Perhaps … it’s love.

Now that I could get behind. I could almost feel sympathetic. Imagine my furry foe, out there in the backyard, wracked with passion for his gray furry beloved while I try to drive them apart. Naturally he would fight me. (Let’s forget for a moment that the romance of this beautiful interlude is totally wrecked by the part where he takes pawsful of his beloved and stuffs them into his cheeks. It spoils the mood.)

This brought us to the next point, however. What the hell was he doing with all this wool? “Nests,” Fred assured me. I wasn’t so sure. I reminded Fred that our little freakin’ friend had two full fleeces (stolen a little at a time) and about twenty skeins of
yarn in every color of the rainbow. Squirrels build nests in trees (Fred concurs) and that seems like a lot of fiber to take up a tree. Fred had told me that the home range or stomping ground of an urban gray squirrel is about an acre. I thought about that. If we used my home as the epicenter for the squirrel’s turf, then there were thirteen trees close enough that they could house his nest. None of them was hollow, so if our wool-stealing buddy was … er … squirreling his stash up a tree, I would have seen it. Hell, my neighbors would have seen it. People would be talking about it. I would hear things on the street like “Hey, did you see that colossal multicolored squirrel nest down the street? I swear it’s got pink mohair in it.” It seemed unlikely. We needed another theory.

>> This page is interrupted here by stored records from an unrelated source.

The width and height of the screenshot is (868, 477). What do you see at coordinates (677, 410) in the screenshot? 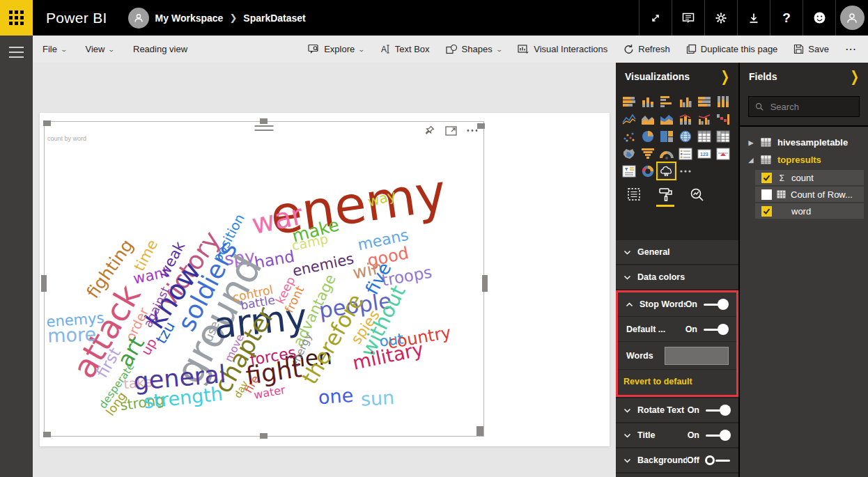
I see `format-section-rotate-text: Rotate TextOn` at bounding box center [677, 410].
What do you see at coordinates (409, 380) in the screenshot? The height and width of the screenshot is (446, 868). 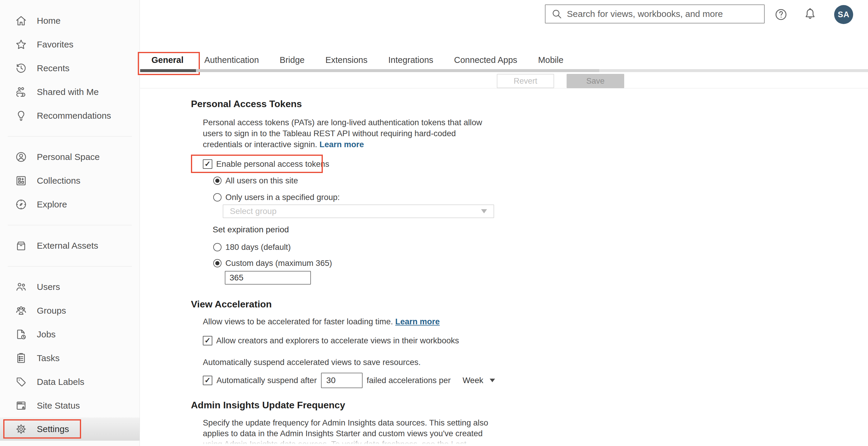 I see `auto-suspend-label-after: failed accelerations per` at bounding box center [409, 380].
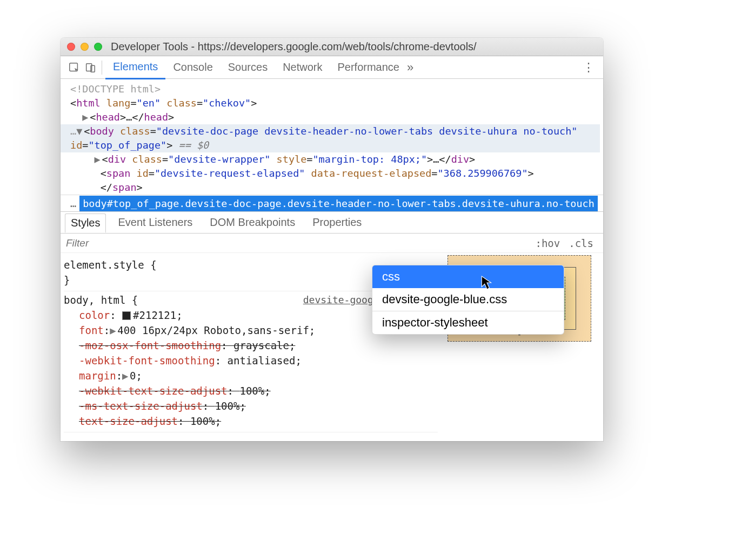  I want to click on zoom-window-button, so click(98, 46).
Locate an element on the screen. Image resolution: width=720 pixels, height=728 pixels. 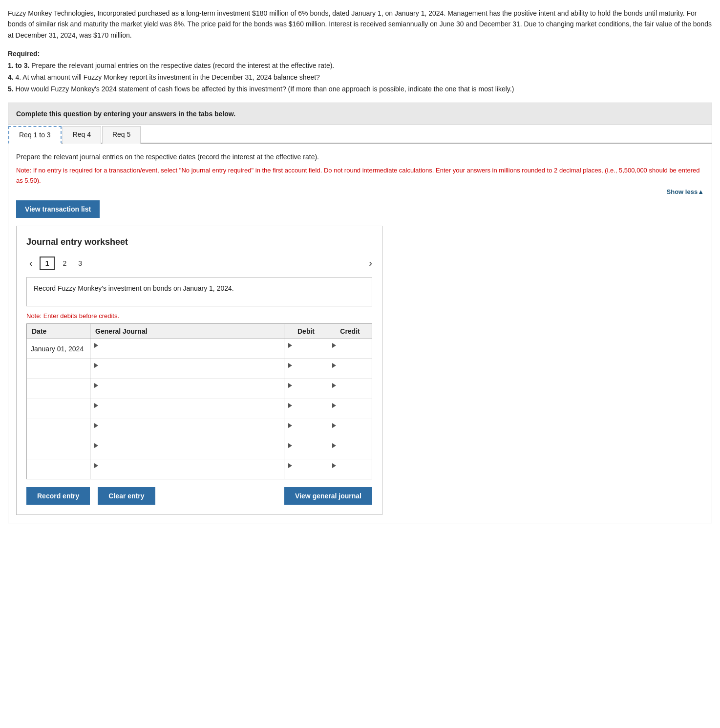
required-item3: 5. How would Fuzzy Monkey's 2024 stateme… is located at coordinates (360, 89).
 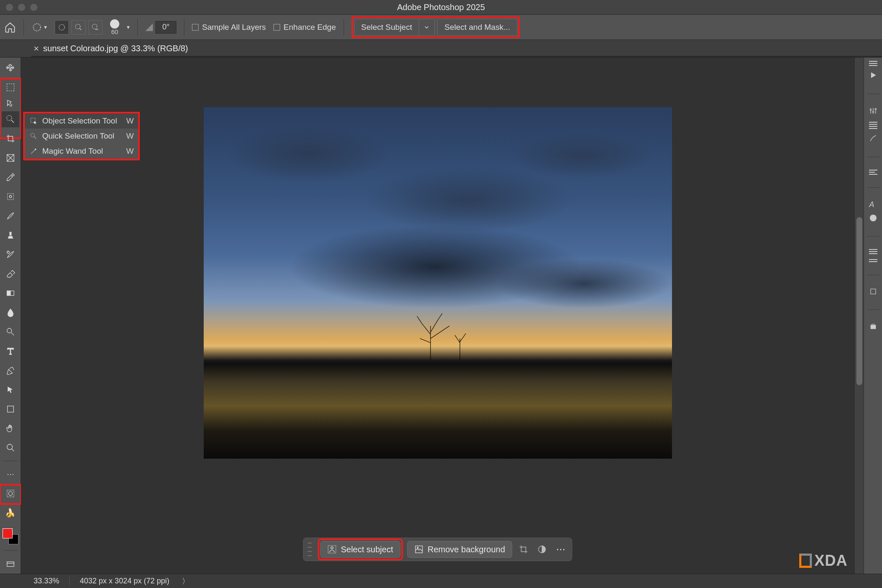 What do you see at coordinates (477, 27) in the screenshot?
I see `select-and-mask-button: Select and Mask...` at bounding box center [477, 27].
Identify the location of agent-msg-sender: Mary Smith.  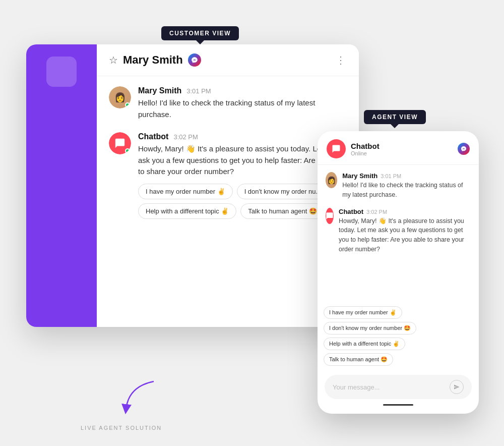
(360, 176).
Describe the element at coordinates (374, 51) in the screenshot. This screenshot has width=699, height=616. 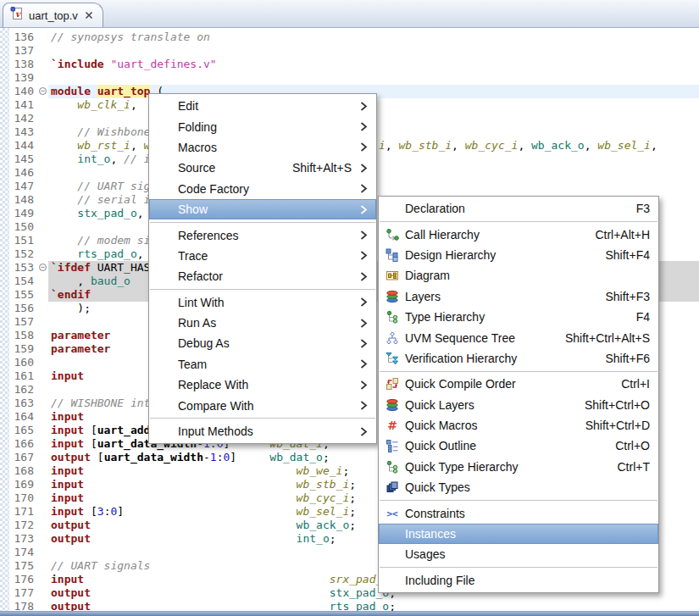
I see `code-text` at that location.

Fred, of course, had it. Sometimes squirrels will make use of holes or gaps in houses, building nests in the walls and attics of buildings. This made sense. I would expect that sort of good judgment from a beastie with the taste to get defensive about Shetland wool. He was clearly not a stupid animal. I looked out the window and gave it a thought. One acre: That’s seven houses. Somewhere, likely all in one pile in one of these seven houses is all my wool and fleece. I wondered how I could find out which one. I toyed with the idea of knocking on the doors and quizzing my neighbors about surprising energy savings. Given wool’s insulating qualities, it was entirely possible that in some nearby house, a husband was turning to his wife and saying, “Honey, doesn’t the kitchen seem warmer this winter?”

There are, of course, ways to deal with animals that you don’t get along with, but I’m an animal too, so I try to live with the local fauna. I understand that the reward for my tolerance may be to
get ripped off by a deranged squirrel with megalomania, an urge to stash (which I can understand), and a torrid love affair with his kindred gray fleece. And so I asked Fred my last question.